Upchurch rallied against the 1910 ordinance creating Frogtown, saying the city authorized an area for the “despoiling of virtue, defaming of character, debauching of manhood, and the prostitution of girlhood.” Upchurch’s efforts led to the Dallas Council of Churches’ 1913 decision to no longer rationalize the red light district and to press city leaders to shut it down. In October the council passed a resolution that urged the dissolution of Frogtown, and against the judgement of Police Commissioner Louis Blaylock and Police Chief John W. Ryan, County Attorney Currie McCutcheon announced he would serve notice on the women in Frogtown that they must move out by 6 p.m., November 3, 1913 or face arrest.
On that date the women left the reservation to parts unknown (scattered around the city is one good guess) ending Dallas’ days of city sanctioned prostitution.
(Author’s note: This story could not have been written without the input of Darwin Payne and his book, “Big D” and the archives of the Dallas Historical Society. Many thanks to both for preserving the history of Dallas.)
Update 5/2/09: I came across a photo of Frogtown dating back to 1913. Hit this link for the pic.
I am finalizing my Masters Thesis which covers the era of the bordello in Dallas (1874-1913) Something that has me going in circles is WHEN a concentrated area that could be defined as a “red-light district” developed in Frogtown. The defined area that would be sanctioned in 1910 was mainly made up of men as heads of households and/or families. VERY few single/unattached women in the houses until around 1905. I believe the prostitutes were there-but scattered.
Comment by Gwinnetta Crowell — October 7, 2009 @ 10:42 am
[...] — davidkirkpatrick @ 7:50 pm Today has been something of blog stat anomaly because this post is getting some traffic. The reason it’s unusual is the linked post is an article I wrote [...]
Pingback by Lookin’ for hookers « David Kirkpatrick — October 21, 2009 @ 7:50 pm
Sorry for the delayed reply but you might want, if you have not, to check out the excellent Jim Wheat’s Dallas County Archives website, particularly these reprints of the life of Lizzie Handley, which shows the original cribs closer to the current seat of the DMN along Austin Street and Mill Creek, ‘across town’ from Dallas Branch, although other contemporary accounts (including Ted Dealey’s reminiscences) include cribs ‘along the creekside bluff’ approximately in view down San Jacinto from First Baptist. Church! The story in three parts starts at: http://freepages.history.rootsweb.ancestry.com/~jwheat/biographies/lizzie1.html
Comment by Lee Chevalier — January 2, 2010 @ 6:21 pm
I completed “To Keep the Red Lights Burning.” What a fascinating study. Jim Wheat’s website was a fascinating source. The “cribs” you refer to were actually very nice bordellos (photos of them are in McDonald’s book–they were on Emma Street. I presented a paper, “Not in My Backyard: Legalizing Prostitution in Dallas 1910-1913″ last Sat. I found the old Frogtown Reservation. Ironically, 3 businesses set on the western border today–House of Blues, Dick’s Last Resort and Hooters.

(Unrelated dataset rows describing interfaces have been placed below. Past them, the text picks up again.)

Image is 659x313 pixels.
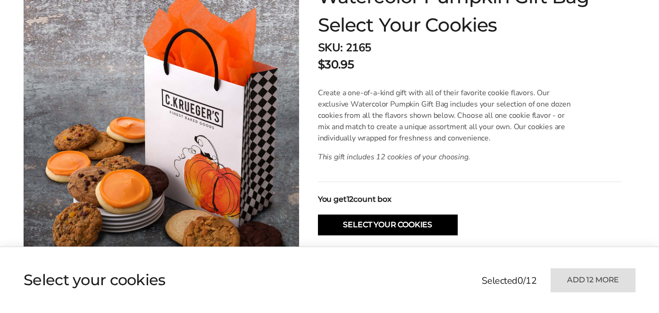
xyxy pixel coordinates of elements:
[8,277,98,306] iframe: Sign Up via Text for Offers
[346,195,353,204] span: 12
[550,268,635,292] button: Add 12 more
[517,275,523,287] span: 0
[318,194,391,205] strong: You get count box
[318,152,470,162] em: This gift includes 12 cookies of your choosing.
[345,40,371,55] span: 2165
[318,245,621,256] p: Selected /
[482,274,536,288] p: Selected /
[318,40,343,55] strong: SKU:
[318,215,458,235] button: Select Your Cookies
[318,56,354,73] p: $30.95
[347,245,352,256] span: 0
[354,245,364,256] span: 12
[525,275,536,287] span: 12
[318,87,576,144] p: Create a one-of-a-kind gift with all of their favorite cookie flavors. Our exclusive Watercolor P...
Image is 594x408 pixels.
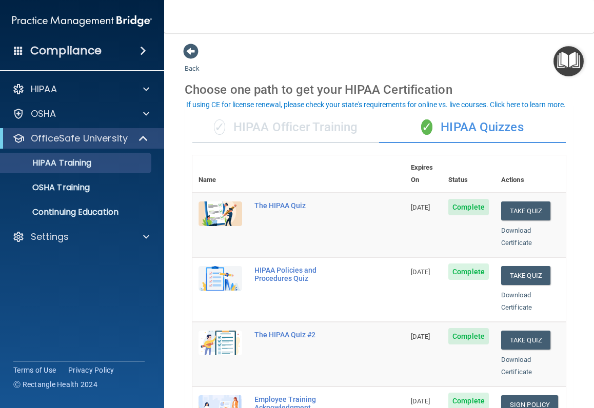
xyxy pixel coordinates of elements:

Comment by Gwinnetta Crowell — February 4, 2010 @ 9:42 pm
David you can contact me under alexander Troup at face book, I have some more intresting things to share with you on the Frog town area when I had done much Historical study down there for some 17 years, alexandertroup@yahoo.com
Comment by alexandertroup — May 26, 2011 @ 1:33 pm
I wrote an article, “Not in My Backyard” that was published in this past Fall’s Legacies Journal, which covers the legalization of prostitution in 1910 (and the 5-6 years’ controversy over the issue).